▶ **WORK ORDER**: Set down exactly the lines in the records below that run from the line with "Identify the location of tree-item-interaction: Interaction" to the line with "Task: Click on the file-row-anaconda: 📄anaconda-ks.cfg", inclusive, and nothing more.

Records from a dataset:
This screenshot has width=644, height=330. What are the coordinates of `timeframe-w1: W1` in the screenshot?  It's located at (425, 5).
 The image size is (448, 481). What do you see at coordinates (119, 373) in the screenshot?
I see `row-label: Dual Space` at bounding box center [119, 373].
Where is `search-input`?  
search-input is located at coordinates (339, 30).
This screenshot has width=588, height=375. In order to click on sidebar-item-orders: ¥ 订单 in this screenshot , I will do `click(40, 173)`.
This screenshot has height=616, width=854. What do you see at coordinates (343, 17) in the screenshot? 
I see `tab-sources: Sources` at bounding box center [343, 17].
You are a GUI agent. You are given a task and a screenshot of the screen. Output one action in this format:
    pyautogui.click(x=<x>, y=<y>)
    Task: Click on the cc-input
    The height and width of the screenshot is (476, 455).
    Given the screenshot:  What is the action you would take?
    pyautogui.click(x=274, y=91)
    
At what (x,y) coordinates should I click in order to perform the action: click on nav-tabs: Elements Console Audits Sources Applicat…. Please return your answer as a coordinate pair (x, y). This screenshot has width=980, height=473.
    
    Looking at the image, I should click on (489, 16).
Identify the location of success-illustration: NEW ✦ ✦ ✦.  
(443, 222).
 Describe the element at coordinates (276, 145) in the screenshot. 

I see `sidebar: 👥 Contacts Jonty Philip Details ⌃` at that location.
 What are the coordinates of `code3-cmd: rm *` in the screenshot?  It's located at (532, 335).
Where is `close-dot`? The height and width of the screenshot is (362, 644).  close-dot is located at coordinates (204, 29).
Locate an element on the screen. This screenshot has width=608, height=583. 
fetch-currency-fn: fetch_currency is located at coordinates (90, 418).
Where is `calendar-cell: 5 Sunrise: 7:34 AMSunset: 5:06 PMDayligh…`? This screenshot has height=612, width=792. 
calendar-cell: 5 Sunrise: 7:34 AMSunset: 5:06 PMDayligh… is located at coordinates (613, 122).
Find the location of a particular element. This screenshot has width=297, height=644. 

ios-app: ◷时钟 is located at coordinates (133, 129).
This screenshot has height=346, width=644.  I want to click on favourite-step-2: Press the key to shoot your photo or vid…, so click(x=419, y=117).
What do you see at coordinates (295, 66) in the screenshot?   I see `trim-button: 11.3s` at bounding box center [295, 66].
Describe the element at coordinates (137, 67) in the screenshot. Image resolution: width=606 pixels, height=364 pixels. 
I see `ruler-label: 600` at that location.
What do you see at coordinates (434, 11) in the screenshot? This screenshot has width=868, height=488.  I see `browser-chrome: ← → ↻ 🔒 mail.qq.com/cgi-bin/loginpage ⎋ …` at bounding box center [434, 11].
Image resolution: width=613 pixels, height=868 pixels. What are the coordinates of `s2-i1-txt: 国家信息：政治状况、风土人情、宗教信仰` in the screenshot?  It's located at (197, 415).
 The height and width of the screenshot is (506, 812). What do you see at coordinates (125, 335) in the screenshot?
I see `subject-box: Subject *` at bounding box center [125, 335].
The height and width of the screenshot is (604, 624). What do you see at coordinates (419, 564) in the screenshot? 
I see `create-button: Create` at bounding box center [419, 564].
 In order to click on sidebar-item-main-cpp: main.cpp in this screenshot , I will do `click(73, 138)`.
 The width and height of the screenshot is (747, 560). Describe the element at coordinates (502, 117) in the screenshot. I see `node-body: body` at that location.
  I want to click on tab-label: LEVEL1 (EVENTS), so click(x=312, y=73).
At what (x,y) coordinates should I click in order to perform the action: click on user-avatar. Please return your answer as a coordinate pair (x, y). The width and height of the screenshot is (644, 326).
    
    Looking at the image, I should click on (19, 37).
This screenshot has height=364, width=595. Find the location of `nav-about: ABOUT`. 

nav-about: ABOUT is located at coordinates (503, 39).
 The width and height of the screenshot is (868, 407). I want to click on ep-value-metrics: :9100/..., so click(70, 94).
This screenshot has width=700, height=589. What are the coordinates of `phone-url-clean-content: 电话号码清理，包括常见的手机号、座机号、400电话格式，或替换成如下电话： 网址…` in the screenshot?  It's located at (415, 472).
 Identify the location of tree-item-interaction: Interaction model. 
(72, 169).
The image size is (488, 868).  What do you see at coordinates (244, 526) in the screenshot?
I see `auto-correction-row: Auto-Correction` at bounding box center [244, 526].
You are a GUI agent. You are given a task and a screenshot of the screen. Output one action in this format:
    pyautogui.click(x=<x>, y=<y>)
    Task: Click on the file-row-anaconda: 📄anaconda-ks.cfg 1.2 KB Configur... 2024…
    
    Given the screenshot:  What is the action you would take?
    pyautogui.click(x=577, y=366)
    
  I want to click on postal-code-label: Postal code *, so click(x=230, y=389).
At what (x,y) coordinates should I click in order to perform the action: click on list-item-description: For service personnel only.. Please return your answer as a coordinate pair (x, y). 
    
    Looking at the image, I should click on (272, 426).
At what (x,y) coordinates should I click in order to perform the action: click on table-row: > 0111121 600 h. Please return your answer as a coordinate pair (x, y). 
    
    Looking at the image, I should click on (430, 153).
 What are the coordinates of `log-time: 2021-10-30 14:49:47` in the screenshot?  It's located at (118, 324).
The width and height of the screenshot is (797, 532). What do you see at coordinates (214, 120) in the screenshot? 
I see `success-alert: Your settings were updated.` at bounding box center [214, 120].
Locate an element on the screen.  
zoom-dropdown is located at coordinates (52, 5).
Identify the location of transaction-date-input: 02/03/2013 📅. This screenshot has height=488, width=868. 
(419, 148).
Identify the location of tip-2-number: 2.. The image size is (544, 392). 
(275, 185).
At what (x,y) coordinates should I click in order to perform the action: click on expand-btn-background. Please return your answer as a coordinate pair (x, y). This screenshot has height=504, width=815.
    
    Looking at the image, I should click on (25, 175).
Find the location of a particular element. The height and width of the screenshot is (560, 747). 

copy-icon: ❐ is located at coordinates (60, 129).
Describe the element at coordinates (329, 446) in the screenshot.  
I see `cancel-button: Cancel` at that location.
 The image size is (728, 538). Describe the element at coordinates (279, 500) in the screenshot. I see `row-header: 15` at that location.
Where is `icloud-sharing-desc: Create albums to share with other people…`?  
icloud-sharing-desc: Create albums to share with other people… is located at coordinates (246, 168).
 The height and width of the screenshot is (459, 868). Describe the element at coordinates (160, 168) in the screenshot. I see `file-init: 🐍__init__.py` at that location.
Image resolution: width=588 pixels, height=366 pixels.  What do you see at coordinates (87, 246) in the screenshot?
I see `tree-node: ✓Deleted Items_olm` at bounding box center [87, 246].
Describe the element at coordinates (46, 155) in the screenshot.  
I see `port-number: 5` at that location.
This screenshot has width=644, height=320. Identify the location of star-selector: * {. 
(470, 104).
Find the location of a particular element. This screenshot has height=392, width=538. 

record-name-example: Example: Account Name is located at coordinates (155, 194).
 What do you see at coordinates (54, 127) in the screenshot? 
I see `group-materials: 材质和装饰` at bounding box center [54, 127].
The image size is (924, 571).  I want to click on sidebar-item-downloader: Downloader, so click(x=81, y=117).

▶ **WRITTEN REPLY**:
 Identify the location of tree-item-interaction: Interaction model. 
(72, 169).
The image size is (488, 868).  What do you see at coordinates (244, 526) in the screenshot?
I see `auto-correction-row: Auto-Correction` at bounding box center [244, 526].
You are a GUI agent. You are given a task and a screenshot of the screen. Output one action in this format:
    pyautogui.click(x=<x>, y=<y>)
    Task: Click on the file-row-anaconda: 📄anaconda-ks.cfg 1.2 KB Configur... 2024…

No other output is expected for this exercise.